More Payers Leaning Into High-Acuity, At-Home Care Could Be ‘Game Changer’

Home Health Care News | By Andrew Donlan 

Hospital-at-home care had a breakthrough moment in the U.S. after the onset of COVID-19.

At the end of 2022, the $1.66 trillion omnibus spending bill made sure that the financial setup that helped get hospital-at-home programs off the the ground during the pandemic would not go away once the public health emergency ended.

But the Centers for Medicare & Medicaid Services’ (CMS) Acute Hospital Care at Home waiver is now just one part of the larger shift to high-acuity home-based care. While that funding mechanism remains, organizations are also finding new ways to fund hospital at home – and new models to bring into the home.

Medically Home – one of the early adopters of a business model tailored around enabling hospital-level care in the home – recently unveiled its “ED in Home” model, which is meant to bring emergency department care into a patient’s home.

“Our primary focus is to build the core chassis to decentralize care,” Medically Home CEO Rami Karjian told Home Health Care News. “So, what you’re seeing here with ED in Home is a natural extension of that primary focus to decentralized care to another use case.”

The Boston-based Medically Home partners with health plans, health systems and other providers to enable hospital-level care in the home, namely through coordinating in-home clinician visits and supplying the necessary technology, medication and equipment.

Its financial backers include the Mayo Clinic, Kaiser Permanente, Baxter International Inc. (NYSE: BAX), Global Medical Response and Cardinal Health Inc. (NYSE: CAH).

The ED in Home program was officially announced in January, though thousands of patients had already been cared for underneath it at that point. While it’s live in Massachusetts, Medically Home is actively working on bringing it to other states across the country, though Karjian declined to name specific ones at this point.

“Adding ED at Home is another use case, and it’s particularly powerful today, because of the access challenges that COVID exposed,” Karjian said. “Patients don’t want to go to the hospital, they don’t want to be in the hospital, they’re finding it harder and harder to get to a hospital. This brings the hospital front door to them in a way that inpatient care alone couldn’t.”

More payers getting involved

CMS and the Acute Hospital Care at Home waiver were the primary drivers of health systems delving into hospital at home in 2020 and 2021. But the model is no longer a niche service offering.

Because of home-based care’s ability to drive down costs, there’s an increasing amount of payers and providers willing to engage.

“The commercial payers are really starting to accelerate the rollout and adoption of this,” Karjian said. “We’ve had a number of the commercial payers in a number of states come to us and just say, ‘How can we work together, along with the health systems, to accelerate this and maybe even provide some of the funding that would allow this to progress?’ So, that’s very exciting.”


For each line below that includes the word "outline", make a copy.

Records from a data source
────────────────────

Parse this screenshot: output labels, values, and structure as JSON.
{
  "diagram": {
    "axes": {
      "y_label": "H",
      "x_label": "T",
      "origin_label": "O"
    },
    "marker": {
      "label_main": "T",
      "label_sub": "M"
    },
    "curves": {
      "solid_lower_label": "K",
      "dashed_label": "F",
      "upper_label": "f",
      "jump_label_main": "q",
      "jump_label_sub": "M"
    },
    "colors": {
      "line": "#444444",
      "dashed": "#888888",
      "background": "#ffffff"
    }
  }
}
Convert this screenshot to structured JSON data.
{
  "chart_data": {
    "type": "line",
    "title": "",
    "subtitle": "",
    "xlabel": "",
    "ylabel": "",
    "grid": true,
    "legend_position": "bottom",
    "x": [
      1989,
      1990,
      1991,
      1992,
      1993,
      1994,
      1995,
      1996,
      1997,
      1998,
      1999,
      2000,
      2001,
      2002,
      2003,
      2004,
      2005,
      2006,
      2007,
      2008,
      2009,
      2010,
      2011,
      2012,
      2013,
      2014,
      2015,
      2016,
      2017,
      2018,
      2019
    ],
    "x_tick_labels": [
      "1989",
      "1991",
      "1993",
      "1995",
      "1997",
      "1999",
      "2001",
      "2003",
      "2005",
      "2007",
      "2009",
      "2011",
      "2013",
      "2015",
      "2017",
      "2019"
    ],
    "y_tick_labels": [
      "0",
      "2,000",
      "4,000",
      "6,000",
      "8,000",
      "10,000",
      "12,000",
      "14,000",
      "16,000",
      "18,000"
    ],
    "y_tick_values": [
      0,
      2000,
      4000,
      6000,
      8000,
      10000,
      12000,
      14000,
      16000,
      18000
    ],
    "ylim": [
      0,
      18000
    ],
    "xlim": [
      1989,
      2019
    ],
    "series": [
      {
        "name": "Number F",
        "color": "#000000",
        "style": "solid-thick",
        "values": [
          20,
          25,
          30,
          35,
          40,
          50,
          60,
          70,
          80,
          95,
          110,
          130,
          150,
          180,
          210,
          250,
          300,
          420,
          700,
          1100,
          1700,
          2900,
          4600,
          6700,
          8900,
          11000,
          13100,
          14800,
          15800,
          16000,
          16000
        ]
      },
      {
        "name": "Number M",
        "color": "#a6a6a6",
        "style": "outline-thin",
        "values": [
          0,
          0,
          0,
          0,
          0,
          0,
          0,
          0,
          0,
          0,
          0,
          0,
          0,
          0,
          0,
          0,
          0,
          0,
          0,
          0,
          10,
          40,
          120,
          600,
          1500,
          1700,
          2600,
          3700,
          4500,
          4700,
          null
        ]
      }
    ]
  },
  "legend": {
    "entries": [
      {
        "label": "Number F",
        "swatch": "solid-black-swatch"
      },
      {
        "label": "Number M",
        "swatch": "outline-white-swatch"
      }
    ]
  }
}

────────────────────

Solved exercise:
        "style": "outline-thin",
        "swatch": "outline-white-swatch"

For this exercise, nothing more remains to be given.